Just as important is the fact that hard work and commitment to long term values aren’t rewarded any more. Huge sums are made not through adherence to values, but from class action lawsuits, short term financial chicanery, providing amusement to the bored masses through sports and entertainment, meteoric Internet ventures that make huge fortunes and then self-destruct, etc. Wealth comes and goes. It’s simply not statistically true that the rich always get richer; these days fortunes are made, and lost, at an astounding rate. The idea of building a long term career or business seems very old fashioned.
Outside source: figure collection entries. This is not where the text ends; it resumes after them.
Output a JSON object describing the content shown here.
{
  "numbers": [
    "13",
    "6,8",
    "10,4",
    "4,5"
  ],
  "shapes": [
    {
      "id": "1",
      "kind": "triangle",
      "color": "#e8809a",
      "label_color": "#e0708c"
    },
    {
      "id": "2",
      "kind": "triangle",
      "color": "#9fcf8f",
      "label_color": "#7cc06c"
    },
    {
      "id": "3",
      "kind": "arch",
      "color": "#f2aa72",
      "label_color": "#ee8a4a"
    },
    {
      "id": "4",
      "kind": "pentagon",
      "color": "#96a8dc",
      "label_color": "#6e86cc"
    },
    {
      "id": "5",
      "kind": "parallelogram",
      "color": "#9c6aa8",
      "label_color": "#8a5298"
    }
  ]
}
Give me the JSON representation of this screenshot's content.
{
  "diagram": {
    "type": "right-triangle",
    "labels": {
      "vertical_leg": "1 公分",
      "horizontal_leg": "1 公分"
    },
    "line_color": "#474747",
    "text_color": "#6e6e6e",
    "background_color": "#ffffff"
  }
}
One was also taught, explicitly, values in formal educational settings. Few remember that Harvard University, that current bastion of value neutrality, was founded by John Harvard to teach clergy, whose primary task was to teach values in the context of religion. Kids in school today are taught sex education, tolerance, racial diversity, and eco-sensitivity, but they certainly aren’t taught to make hard moral choices. Children are trained to do well on standardized tests, but the greatest test they will really face in life is the moral choices they will make, and they are completely unprepared for that. Should I marry the woman I just got pregnant, should I steal from my employer, should I cheat on my taxes, should I flee from the accident, should I take unemployment payments rather than find a lower paying job?
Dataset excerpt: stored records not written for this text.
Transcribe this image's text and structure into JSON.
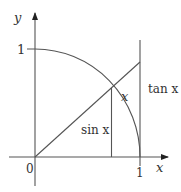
{
  "diagram": {
    "colors": {
      "stroke": "#555555",
      "text": "#333333",
      "background": "#ffffff"
    },
    "axes": {
      "x_label": "x",
      "y_label": "y",
      "origin_label": "0",
      "x_tick_label": "1",
      "y_tick_label": "1"
    },
    "labels": {
      "angle": "x",
      "sin": "sin x",
      "tan": "tan x"
    }
  }
}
Formal religion was at one time the overriding teacher of values, and, to a large extent, still is; Whether one is Jewish, Christian, Islamic, Buddhist, Confucian or something else, religion explicitly teaches certain values, and, up until very recently, the values of each religion were deeply embedded in both the formal rules and informal cultural mores of each society in which that religion was dominant. Most Americans were Protestant Christians, and American was a society dominated by Protestant values. But as society has become more secularized all over the world the impact of religion has fallen, though it is still influential in many ways. One might take the list of good values I propagate and say, as Max Weber does, that they flow directly from Protestantism, and the Protestant work ethic. While this may to some degree be true, it’s also true that I am not a Protestant, nor even a Christian.

John Groom has written about a wide variety of topics for Internet sites and print publications. His essays have been published in The Washington Post, Builder Magazine, Montgomery Sentinel, Philanthropy, Export Today, and elsewhere.